Craig entered the darkened room. The ceiling was ten feet high, but the chamber seemed small because of its odd shape. The walls were filled with arrays of lenses, and two rows of movie-theater seats stood in the middle hooked to complex and unsightly hydraulics. A chalk outline of the body showed where Michaelson had crumpled to the floor. Craig walked carefully to the chalk and squatted down to squint at the rough carpet. He would have to get a forensic team in here to test for blood, saliva, fingerprints, chemicals — anything. He expected to find traces of the acid to which Michaelson had been exposed.
Lesserec stood by the doorway, skinny arms folded. “After they hauled the body away, I held a meeting with my people, and they’re at their workstations crunching code. Some of our mech techs need to get into the chamber to make modifications, but I’m keeping them busy at the Plutonium Building on another part of the demo. You’d better get what you need as soon as possible. Life goes on, you know?”
Craig clenched his teeth. “It seems we have different priorities, Mr. Lesserec. Until we rule out foul play in Dr. Michaelson’s death, practically everyone with access to this building is suspect.”
Lesserec gave a snorting, bitter laugh. “Oh, don’t limit yourself. Michaelson made enemies out of a lot more than just T Program people.”
Craig refused to be distracted. “That makes my job even more difficult. And if you don’t cooperate, I can have you held in jail for obstruction of justice — then where would your deadline be?”
Lesserec seemed frozen in place, breathing deeply and glaring at Craig. “All right, I understand, tough guy.” He walked out of the chamber, leaving Paige and Craig alone. The click and thud of the CAIN booth door signaled Lesserec’s exit from the Exclusion Area.
“Well, that was a good job of intimidation,” Paige said disapprovingly.
Craig stood back to survey the chalk outline. Michaelson had been a large man, and had fallen face down, spread out on the floor. “I’m not going to let some smart-alec scientist walk all over my investigation.”
He looked at Paige. “I’ll get a more detailed coroner’s report later today. Until then, I’m calling in a full FBI forsenics team.
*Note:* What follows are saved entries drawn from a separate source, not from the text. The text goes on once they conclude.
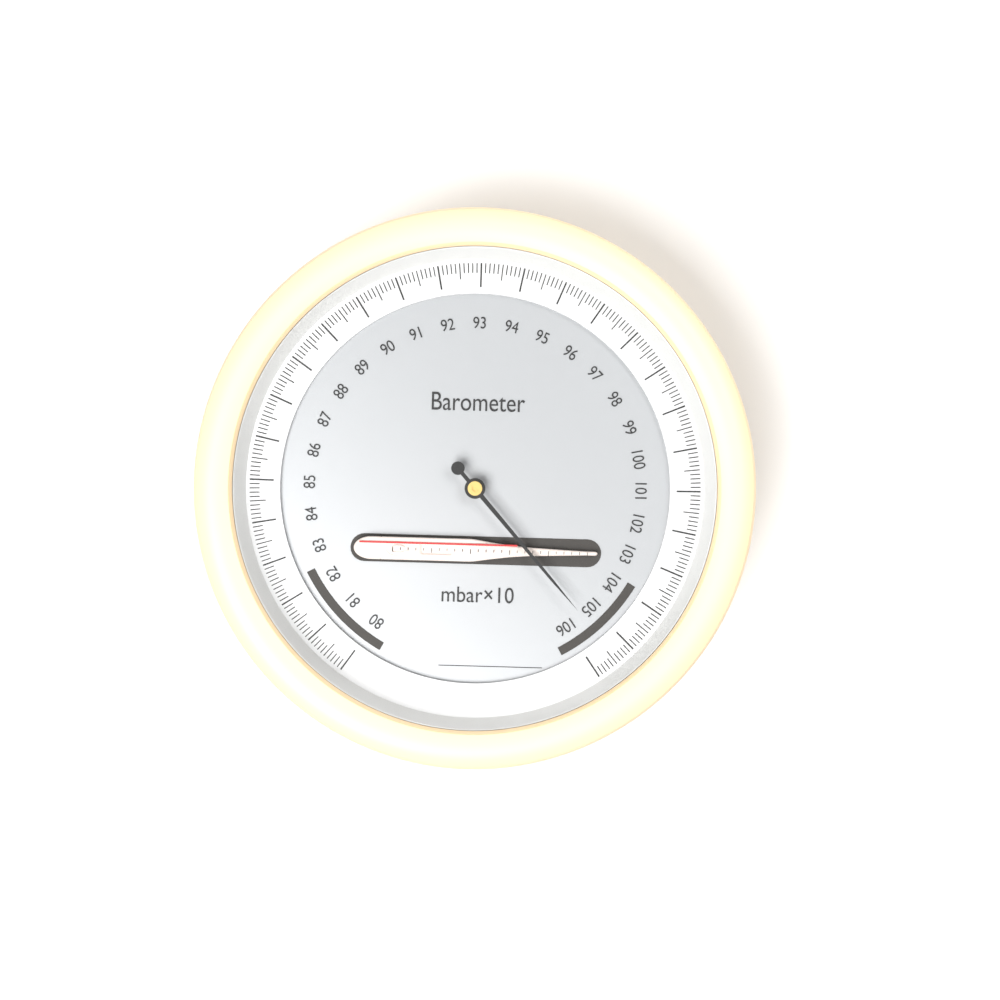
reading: 105.4 mbar×10
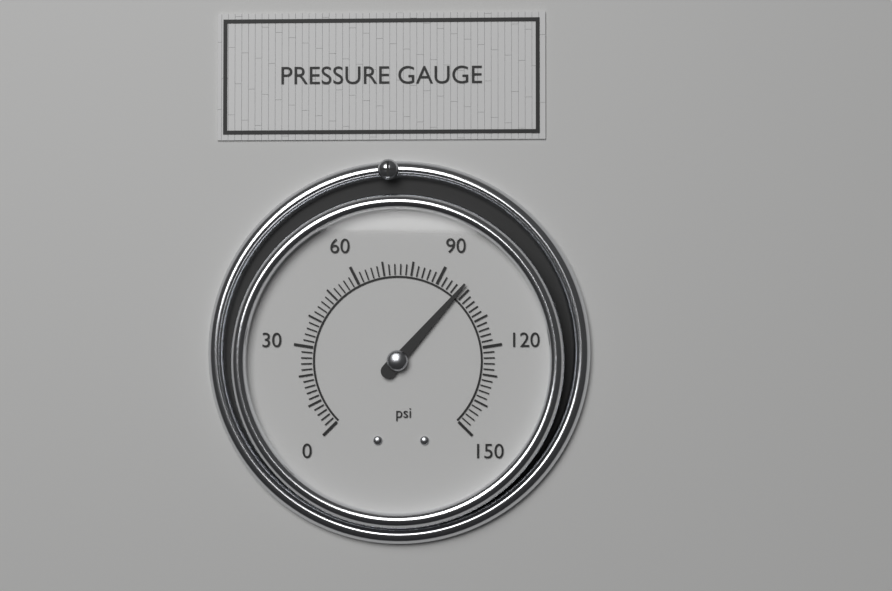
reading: 98 psi
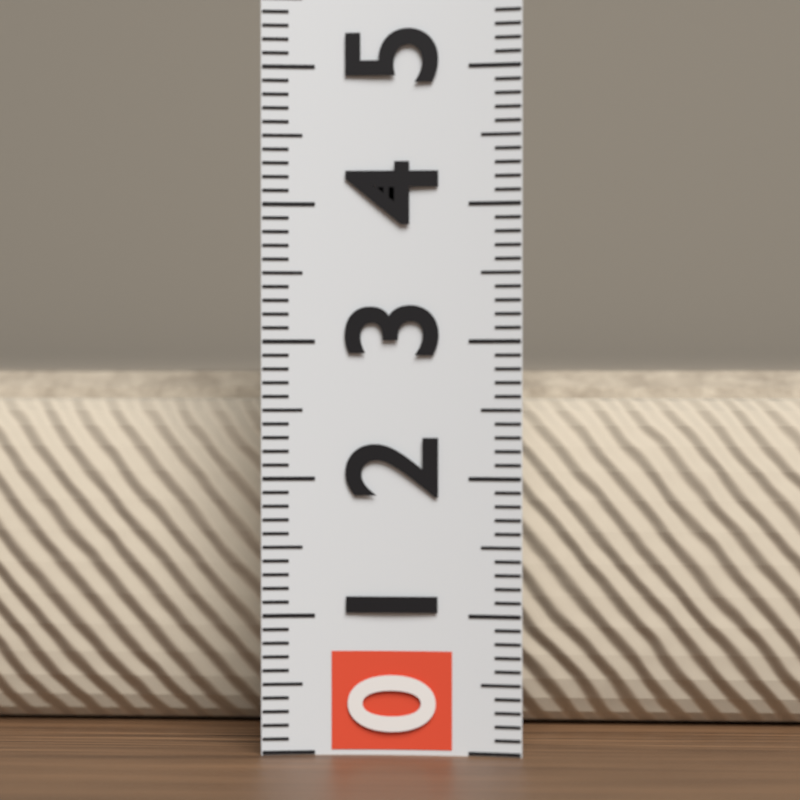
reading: 2.8 (no unit)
That should have been done this morning. Maybe we can trace where the acid came from.”
“Kay-O. What do you propose to do in the meantime?” Paige sounded curt, strictly business.
“Got to do a damage assessment, conduct an inventory of Michaelson’s papers — first order of business. If you can show me his classified document repository, we need to see if something’s missing.”